We always had a family birthday party that included lots of games and singing and dancing and giggling. Somewhere along the line, my mom got the idea to start the birthday whipped cream tradition. Anyone who was over at my house on a birthday had to stand in a line with their head tilted back and mouth open. Mom would walk down the line and fill our mouths with canned whipped cream. I'll never forget my 16th birthday- after doing the whipped cream thing; all of my friends went outside and had a snowball fight. Whipped cream and snow don’t smell so great together, but it was still so much fun!

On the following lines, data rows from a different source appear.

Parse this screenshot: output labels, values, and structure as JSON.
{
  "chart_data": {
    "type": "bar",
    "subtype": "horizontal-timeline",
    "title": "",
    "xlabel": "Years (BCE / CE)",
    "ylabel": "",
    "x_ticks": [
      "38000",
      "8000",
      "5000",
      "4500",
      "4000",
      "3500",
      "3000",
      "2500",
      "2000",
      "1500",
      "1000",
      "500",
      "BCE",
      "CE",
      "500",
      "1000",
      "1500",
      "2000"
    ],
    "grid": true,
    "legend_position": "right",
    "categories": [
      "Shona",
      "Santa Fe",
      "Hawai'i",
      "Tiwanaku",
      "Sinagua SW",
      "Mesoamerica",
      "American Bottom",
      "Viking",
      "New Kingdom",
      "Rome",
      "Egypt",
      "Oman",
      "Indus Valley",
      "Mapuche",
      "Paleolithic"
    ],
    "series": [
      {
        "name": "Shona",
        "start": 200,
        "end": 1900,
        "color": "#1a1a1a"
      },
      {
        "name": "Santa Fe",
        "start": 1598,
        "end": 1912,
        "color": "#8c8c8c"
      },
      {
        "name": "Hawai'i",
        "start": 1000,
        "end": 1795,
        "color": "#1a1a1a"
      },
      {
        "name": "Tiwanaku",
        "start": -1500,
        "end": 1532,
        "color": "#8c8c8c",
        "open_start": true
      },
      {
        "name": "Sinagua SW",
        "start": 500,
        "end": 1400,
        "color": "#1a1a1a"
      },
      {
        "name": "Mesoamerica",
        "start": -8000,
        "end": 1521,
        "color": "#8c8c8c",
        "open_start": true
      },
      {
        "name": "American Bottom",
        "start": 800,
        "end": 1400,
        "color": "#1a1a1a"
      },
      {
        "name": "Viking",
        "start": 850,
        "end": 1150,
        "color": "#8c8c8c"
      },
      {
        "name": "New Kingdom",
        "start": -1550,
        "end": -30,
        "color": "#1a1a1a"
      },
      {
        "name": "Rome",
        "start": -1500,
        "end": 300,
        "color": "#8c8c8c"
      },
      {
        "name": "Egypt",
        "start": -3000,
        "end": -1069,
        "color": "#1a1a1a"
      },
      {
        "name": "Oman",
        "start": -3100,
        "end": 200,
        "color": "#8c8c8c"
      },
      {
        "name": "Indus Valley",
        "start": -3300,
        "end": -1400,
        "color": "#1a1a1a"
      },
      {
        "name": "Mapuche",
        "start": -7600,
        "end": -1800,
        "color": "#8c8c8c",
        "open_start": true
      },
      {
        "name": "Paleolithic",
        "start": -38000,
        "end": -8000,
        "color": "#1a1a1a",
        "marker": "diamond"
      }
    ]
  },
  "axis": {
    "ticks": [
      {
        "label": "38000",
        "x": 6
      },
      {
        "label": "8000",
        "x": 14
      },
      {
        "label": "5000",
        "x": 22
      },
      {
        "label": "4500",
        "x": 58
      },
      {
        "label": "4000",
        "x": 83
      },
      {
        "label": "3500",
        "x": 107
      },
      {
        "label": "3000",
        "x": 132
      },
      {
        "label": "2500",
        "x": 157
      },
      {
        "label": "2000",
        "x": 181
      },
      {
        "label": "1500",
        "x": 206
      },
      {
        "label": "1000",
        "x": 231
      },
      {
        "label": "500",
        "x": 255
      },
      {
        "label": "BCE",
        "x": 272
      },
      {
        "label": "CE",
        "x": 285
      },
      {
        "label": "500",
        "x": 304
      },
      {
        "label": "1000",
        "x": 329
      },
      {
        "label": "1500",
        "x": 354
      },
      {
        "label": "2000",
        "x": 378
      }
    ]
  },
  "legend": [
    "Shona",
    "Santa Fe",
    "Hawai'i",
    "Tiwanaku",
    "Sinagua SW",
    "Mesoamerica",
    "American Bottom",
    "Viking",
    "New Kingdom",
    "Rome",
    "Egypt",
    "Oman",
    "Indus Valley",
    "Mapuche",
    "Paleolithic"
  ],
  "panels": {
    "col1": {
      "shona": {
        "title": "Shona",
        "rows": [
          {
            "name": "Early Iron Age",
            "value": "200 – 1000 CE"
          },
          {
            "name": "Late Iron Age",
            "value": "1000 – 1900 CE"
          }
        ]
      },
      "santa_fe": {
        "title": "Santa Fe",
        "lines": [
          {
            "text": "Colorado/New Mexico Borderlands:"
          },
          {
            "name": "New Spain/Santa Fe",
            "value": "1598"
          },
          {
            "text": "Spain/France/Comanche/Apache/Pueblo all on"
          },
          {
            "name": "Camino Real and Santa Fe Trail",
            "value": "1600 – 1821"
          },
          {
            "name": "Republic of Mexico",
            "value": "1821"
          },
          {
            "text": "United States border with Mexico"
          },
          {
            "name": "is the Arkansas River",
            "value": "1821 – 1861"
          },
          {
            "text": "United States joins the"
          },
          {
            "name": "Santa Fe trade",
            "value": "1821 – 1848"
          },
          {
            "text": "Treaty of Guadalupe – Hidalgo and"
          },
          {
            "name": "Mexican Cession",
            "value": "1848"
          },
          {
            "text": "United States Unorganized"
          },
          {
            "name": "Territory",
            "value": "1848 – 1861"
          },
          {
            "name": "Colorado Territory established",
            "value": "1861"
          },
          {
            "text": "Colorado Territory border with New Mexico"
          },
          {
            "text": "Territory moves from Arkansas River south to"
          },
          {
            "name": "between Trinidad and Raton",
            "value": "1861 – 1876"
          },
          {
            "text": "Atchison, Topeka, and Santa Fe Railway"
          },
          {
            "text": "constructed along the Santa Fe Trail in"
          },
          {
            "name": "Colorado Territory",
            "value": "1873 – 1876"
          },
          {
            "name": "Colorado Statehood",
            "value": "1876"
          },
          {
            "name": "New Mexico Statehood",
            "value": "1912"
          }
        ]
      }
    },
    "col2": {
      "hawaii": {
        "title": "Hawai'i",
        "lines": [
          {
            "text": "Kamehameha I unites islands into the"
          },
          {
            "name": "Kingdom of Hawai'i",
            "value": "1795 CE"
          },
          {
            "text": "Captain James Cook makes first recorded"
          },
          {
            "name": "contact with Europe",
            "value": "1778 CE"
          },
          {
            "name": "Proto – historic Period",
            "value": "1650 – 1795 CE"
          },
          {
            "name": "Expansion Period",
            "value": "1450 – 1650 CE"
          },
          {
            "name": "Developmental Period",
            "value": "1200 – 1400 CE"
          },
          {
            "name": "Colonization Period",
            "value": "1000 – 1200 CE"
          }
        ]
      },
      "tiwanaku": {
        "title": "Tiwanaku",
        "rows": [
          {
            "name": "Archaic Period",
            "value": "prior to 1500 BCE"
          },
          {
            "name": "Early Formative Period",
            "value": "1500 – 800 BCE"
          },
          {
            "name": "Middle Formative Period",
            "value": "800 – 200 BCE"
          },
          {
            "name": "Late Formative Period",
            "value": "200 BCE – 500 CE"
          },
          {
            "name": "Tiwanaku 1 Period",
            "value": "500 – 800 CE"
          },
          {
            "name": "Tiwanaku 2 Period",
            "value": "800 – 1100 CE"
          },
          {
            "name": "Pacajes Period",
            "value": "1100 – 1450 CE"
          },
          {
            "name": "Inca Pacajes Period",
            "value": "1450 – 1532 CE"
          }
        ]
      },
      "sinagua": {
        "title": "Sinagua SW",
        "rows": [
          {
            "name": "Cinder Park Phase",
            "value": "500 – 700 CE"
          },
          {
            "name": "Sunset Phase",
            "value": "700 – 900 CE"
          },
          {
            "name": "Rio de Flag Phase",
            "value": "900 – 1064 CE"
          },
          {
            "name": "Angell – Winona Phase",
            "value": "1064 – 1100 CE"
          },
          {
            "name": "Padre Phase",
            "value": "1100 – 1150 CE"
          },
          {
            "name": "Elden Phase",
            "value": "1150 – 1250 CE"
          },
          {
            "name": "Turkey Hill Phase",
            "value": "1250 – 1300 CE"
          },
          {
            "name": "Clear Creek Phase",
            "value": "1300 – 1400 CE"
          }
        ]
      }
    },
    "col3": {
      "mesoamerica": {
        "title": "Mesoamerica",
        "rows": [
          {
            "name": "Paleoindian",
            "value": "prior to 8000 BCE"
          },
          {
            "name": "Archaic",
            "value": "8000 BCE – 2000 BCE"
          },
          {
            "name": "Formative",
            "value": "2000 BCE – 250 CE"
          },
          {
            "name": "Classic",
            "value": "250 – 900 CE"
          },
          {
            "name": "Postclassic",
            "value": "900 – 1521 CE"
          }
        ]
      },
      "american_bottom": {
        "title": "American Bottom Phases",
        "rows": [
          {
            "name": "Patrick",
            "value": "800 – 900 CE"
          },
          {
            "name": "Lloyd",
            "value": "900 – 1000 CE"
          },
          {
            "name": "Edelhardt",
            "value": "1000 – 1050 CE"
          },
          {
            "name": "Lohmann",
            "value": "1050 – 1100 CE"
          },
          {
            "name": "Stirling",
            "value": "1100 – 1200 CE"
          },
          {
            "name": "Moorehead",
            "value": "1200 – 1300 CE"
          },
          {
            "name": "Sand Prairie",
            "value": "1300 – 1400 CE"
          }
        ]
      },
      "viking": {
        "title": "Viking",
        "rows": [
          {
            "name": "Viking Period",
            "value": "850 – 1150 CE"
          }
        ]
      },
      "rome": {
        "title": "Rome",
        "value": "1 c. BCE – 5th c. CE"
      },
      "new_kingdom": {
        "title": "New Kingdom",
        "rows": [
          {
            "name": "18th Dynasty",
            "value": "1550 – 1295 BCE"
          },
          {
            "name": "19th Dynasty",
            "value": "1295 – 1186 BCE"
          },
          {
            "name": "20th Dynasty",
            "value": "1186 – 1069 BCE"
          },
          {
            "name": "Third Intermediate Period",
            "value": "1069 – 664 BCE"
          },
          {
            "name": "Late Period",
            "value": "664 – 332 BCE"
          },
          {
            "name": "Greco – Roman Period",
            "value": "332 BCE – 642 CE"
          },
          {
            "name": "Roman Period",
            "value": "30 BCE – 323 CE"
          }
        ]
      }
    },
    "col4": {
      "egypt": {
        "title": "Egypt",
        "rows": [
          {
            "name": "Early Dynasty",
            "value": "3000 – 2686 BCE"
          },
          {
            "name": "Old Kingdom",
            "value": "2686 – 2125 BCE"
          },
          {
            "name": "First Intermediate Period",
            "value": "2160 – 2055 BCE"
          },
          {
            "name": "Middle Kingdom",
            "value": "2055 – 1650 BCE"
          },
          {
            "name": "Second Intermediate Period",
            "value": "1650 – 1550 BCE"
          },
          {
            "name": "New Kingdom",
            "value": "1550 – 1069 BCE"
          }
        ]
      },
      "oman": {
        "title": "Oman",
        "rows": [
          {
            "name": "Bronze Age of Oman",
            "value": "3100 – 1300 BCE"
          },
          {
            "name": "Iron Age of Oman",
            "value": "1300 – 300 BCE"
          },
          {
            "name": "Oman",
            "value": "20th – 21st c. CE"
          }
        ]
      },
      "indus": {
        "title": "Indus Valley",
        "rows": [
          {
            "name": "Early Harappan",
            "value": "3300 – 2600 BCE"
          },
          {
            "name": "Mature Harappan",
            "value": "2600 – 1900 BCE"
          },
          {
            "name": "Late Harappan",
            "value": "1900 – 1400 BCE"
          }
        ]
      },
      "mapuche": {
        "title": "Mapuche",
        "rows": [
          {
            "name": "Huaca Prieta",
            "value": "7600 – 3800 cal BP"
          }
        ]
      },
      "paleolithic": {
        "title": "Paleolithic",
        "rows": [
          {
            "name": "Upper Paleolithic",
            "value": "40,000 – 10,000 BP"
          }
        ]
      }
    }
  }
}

My mom faced a challenge when it came to my birthday cake. I don’t like cake. Not even a little bit.  And, I don’t love chocolate. I'm also not a big fan of icing. I know what you're thinking and it's probably exactly what my mom thought, I mean, I was always the difficult child...

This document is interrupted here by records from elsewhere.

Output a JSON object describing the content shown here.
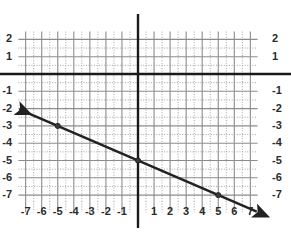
{
  "chart_data": {
    "type": "line",
    "title": "",
    "xlabel": "",
    "ylabel": "",
    "xlim": [
      -7.8,
      7.8
    ],
    "ylim": [
      -7.9,
      2.6
    ],
    "grid": true,
    "grid_minor": true,
    "legend": "none",
    "x_tick_labels": [
      "-7",
      "-6",
      "-5",
      "-4",
      "-3",
      "-2",
      "-1",
      "1",
      "2",
      "3",
      "4",
      "5",
      "6",
      "7"
    ],
    "x_tick_values": [
      -7,
      -6,
      -5,
      -4,
      -3,
      -2,
      -1,
      1,
      2,
      3,
      4,
      5,
      6,
      7
    ],
    "y_tick_labels_left": [
      "2",
      "1",
      "-1",
      "-2",
      "-3",
      "-4",
      "-5",
      "-6",
      "-7"
    ],
    "y_tick_labels_right": [
      "2",
      "1",
      "-1",
      "-2",
      "-3",
      "-4",
      "-5",
      "-6",
      "-7"
    ],
    "y_tick_values": [
      2,
      1,
      -1,
      -2,
      -3,
      -4,
      -5,
      -6,
      -7
    ],
    "series": [
      {
        "name": "line",
        "slope": -0.4,
        "intercept": -5,
        "x": [
          -7.4,
          7.4
        ],
        "y": [
          -2.04,
          -7.96
        ],
        "points": [
          {
            "x": -5,
            "y": -3
          },
          {
            "x": 0,
            "y": -5
          },
          {
            "x": 5,
            "y": -7
          }
        ],
        "arrow_start": true,
        "arrow_end": true,
        "color": "#222222"
      }
    ],
    "colors": {
      "line": "#222222",
      "point": "#3a3a3a",
      "axis": "#1a1a1a",
      "grid_major": "#8c8c8c",
      "grid_minor": "#9a9a9a",
      "label": "#2b2b2b",
      "background": "#ffffff"
    }
  }
}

Mom had to get creative when it came to my cake and since I LOVE cookies and cream ice cream, my mom had the perfect cake for me. Even now as an adult, this cake is the one thing I look forward to every year- the single birthday tradition from my childhood that has been a constant in my life for the two decades since I moved away from home and one that my husband now makes for me. And so, I give you the recipe for the cake that holds so many sweet memories for me.

  • 2-3 packages of Nabisco Famous Chocolate Wafers
  • 3 cups heavy whipping cream
  • 1 Tablespoon vanilla
  • 3 tablespoons of powdered sugar

Beat the cream with the sugar and vanilla until soft peaks form. Or, you can just use thawed whipped cream from the freezer section of the grocery store. Honestly, I prefer that to homemade whipped cream but there are definitely people who will fight me on that.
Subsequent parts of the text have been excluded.